Quantitative MRI (qMRI) offers significant advantages over weighted images by providing objective parameters related to tissue properties. Deep learning-based methods have demonstrated effectiveness in estimating quantitative maps from series of weighted images. In this study, we present qMRI Diffuser, a novel approach to qMRI utilising deep generative models. Specifically, we implemented denoising diffusion probabilistic models (DDPM) for T1 quantification in the brain, framing the estimation of quantitative maps as a conditional generation task. The proposed method is compared with the residual neural network (ResNet) and the recurrent inference machine (RIM) on both phantom and in vivo data. The results indicate that our method achieves improved accuracy and precision in parameter estimation, along with superior visual performance. Moreover, our method inherently incorporates stochasticity, enabling straightforward quantification of uncertainty. Hence, the proposed method holds significant promise for quantitative MR mapping.

qMRI Diffuser: Quantitative T1 Mapping of the Brain using a Denoising Diffusion Probabilistic Model

TL;DR

This work addresses the challenge of extracting reliable quantitative brain MRI parameters by framing qMRI mapping as a conditional generation problem and applying a denoising diffusion probabilistic model (DDPM). The proposed qMRI Diffuser uses the reverse diffusion to recover the quantitative maps from noisy intermediates , guided by seven weighted images , and trained with the objective ; it further provides voxel-wise uncertainty via repeated inferences. Compared to ResNet and RIM, qMRI Diffuser achieves higher accuracy and precision in T1 mapping, with superior edge preservation and the ability to quantify uncertainty without additional modifications.
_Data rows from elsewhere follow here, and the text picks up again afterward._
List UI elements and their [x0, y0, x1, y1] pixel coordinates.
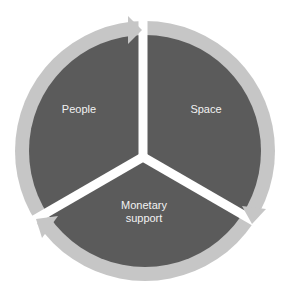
sector-label-space: Space	[190, 103, 221, 116]
cycle-diagram	[0, 0, 286, 299]
sector-label-line2: support	[121, 212, 167, 225]
sector-label-line1: Monetary	[121, 199, 167, 212]
sector-label-people: People	[62, 103, 96, 116]
sector-label-monetary-support: Monetary support	[121, 199, 167, 225]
Trained on synthetic BrainWeb-based data and evaluated on a hardware phantom and an in vivo subject, it generalizes to real scans and holds promise for broader qMRI applications across protocols without requiring differentiable signal-model derivatives.

Abstract

Quantitative MRI (qMRI) offers significant advantages over weighted images by providing objective parameters related to tissue properties. Deep learning-based methods have demonstrated effectiveness in estimating quantitative maps from series of weighted images. In this study, we present qMRI Diffuser, a novel approach to qMRI utilising deep generative models. Specifically, we implemented denoising diffusion probabilistic models (DDPM) for T1 quantification in the brain, framing the estimation of quantitative maps as a conditional generation task. The proposed method is compared with the residual neural network (ResNet) and the recurrent inference machine (RIM) on both phantom and in vivo data. The results indicate that our method achieves improved accuracy and precision in parameter estimation, along with superior visual performance. Moreover, our method inherently incorporates stochasticity, enabling straightforward quantification of uncertainty. Hence, the proposed method holds significant promise for quantitative MR mapping.
Paper Structure (12 sections, 3 equations, 3 figures, 1 table)

This paper contains 12 sections, 3 equations, 3 figures, 1 table.

Figures (3)

  • Figure 1: Illustration of qMRI Diffuser's workflow. A U-Net model is trained to predict the noise added at a given time step. Weighted images acquired at different contrast states are set as the condition for the generation of quantitative maps. The number of channels in $y$ and $x_t$ should correspond to the number of weighted images used and quantitative parameters of interest respectively, and specifically here we set them as 7 and 3.
  • Figure 2: Example of T1 and PD estimation results in the phantom. A slice containing the $NiCl_2$ T1 spheres is presented.
  • Figure 3: Example of T1 and PD estimation results on the in vivo data. The in vivo T1 maps are plotted following the colormap recommendations cmap.